Surplus tomatoes

The BioBoost projects aim to add value back into outgrade or surplus fresh produce

From food redistribution, consumer awareness and retail specifications, efforts to improve food waste have been steadily increasing.

Now a major international programme is looking to add value to food waste at every stage of the chain, with nine pilot projects using waste to feed insects, grow biopesticides, create new food products or manufacture packaging.

BioBoost, an EU-funded project with partners in Belgium, the Netherlands and the UK, is based on the principle of a circular economy to re-inject value into waste, rather than just redistribute it or use it to power energy plants.

An Callens, of Vives University in Flanders, Belgium, is heading up one of the projects and is looking at the ‘valorisation of horticulture waste’. She explains: “A lot of residual food waste streams we can’t avoid, so we have to look at valorising them for firstly human products, then animal feed, then insects.

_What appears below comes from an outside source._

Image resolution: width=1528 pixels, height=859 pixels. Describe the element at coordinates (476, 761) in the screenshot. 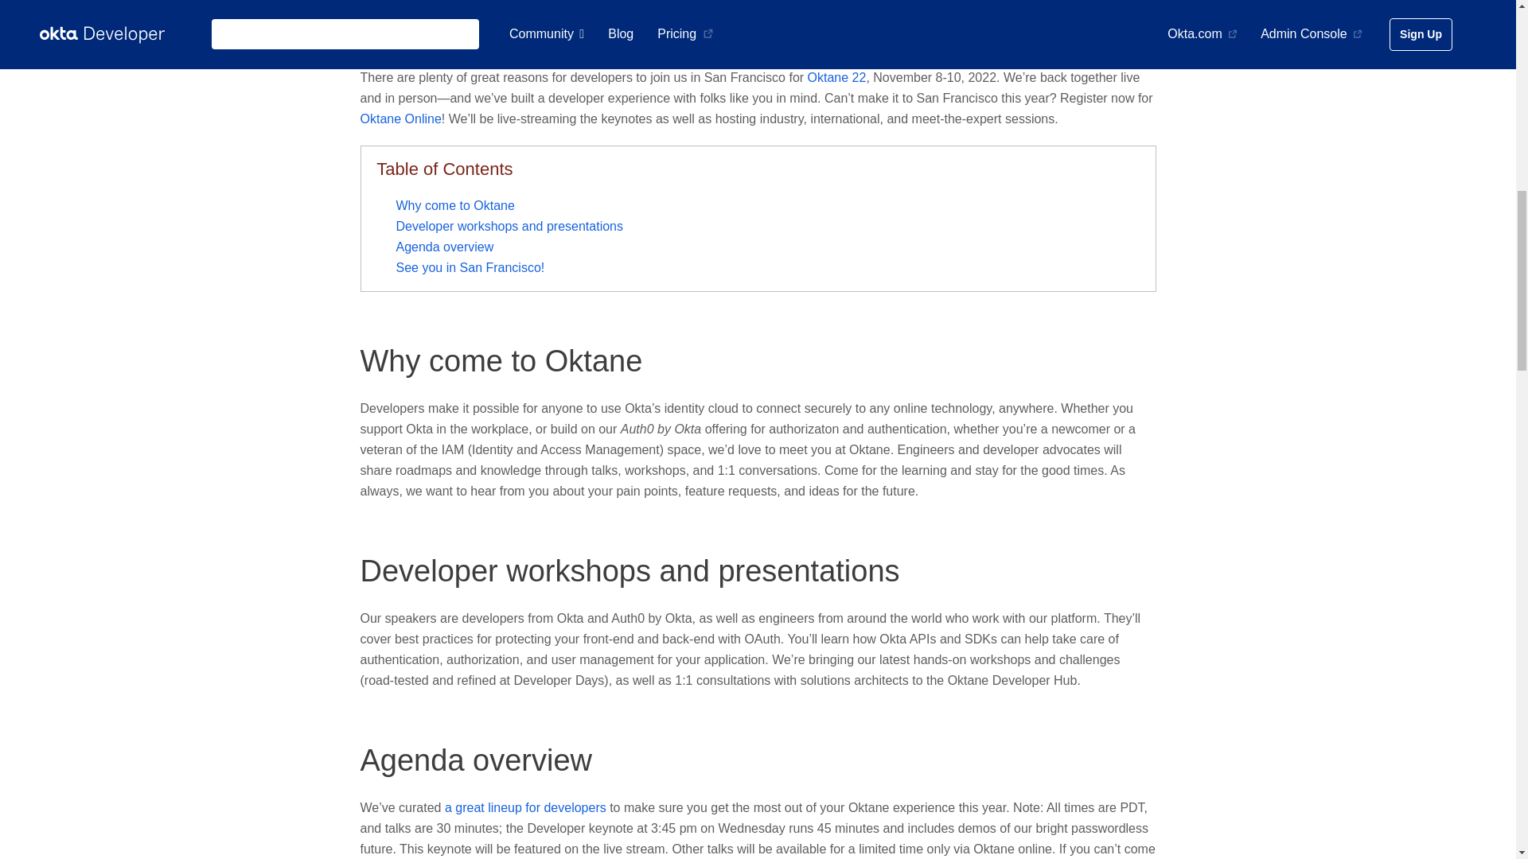

I see `Agenda overview` at that location.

Burning it or dumping it are the last two options.”

The project at Vives University has two clear aims: to add as much value as possible, and be as cheap as possible. Categorising waste is the first stage, says Callens, with non-edible produce going to projects looking at food for insects, such as the black soldier fly, which is a nutritious food for fish. On edible waste, Callens says they are looking to replicate the success of products such as hop shoot jams and other preserves, made with the fibrous stems of hops, which are a local Belgian delicacy. Another success has been turning waste strawberries into a coulis, by lightly pasteurising deformed or small berries, she says.

“We have some bottlenecks in this project, such as the high moisture, variable composition, and unpredictable volumes of the food waste,” says Callens. To deal with the initial obstacle of waste variability, researchers are looking at how to best ‘stabilise’ various products so that valuable components can be preserved for future use, through processes such as cooling, freeze drying, heating or fermenting.

On a more chemical level, Jean Fitzgerald, of BioBoost’s UK partner NIAB EMR, is heading up a project looking at turning waste into biopesticides. “One of the problems with biopesticides is that growers aren’t convinced,” she says. “They do work, but they take time to work and they might need more than one application. The environment you’re growing in might not be suitable for fungi.

“We want to use plant waste to increase the way fungi survives in the soil. They might grow on the plant waste before the pest arrives, so there is a higher percentage of fungi there when the pest does arrive.”

This project began by looking at how waste from the mushroom industry could be used to increase the population of one biopesticide, an entomopathogenic fungi, to tackle thrips and black vine weevil in horticulture crops. In both a sample test and in commercial growing media the compost maintained, and in some cases improved, the fungi population.

“The potential benefit of using spent mushroom compost is a lower cost and higher efficacy of biopesticides,” says Fitzgerald. “As part of the BioBoost project we’re interested in looking at other waste streams, such as soft fruit, because we’ve got quite a lot of that thanks to the SWD pest in the UK.”

Connecting one industry’s waste with another’s raw materials is Matt McLaren with his business Entomics, which is another BioBoost project, and is looking at how to transform food waste into high-value feed for fish and other animals. The four co-founders met while studying at the University of Cambridge, where they spotted a gap in the market for sustainable animal feed for the anticipated rise in livestock requirements and a growing world population. The solution is the black soldier fly, says McLaren, which efficiently transforms waste into protein and fat compounds.

“In Scotland, most fish feed compounds come from Peru and Chile from trawled sources, which is not sustainable,” says McLaren. “The first area we’re looking at is aquaculture feed, as that’s the first legal area. We’re also working with Sainsbury’s to look at upscaling waste that would usually go to anaerobic digestion.”

While redistribution and simply reducing waste has a vital role in dealing with the food waste epidemic, BioBoost’s diverse projects are linked with economic opportunity, and that might well be its valuable key to success.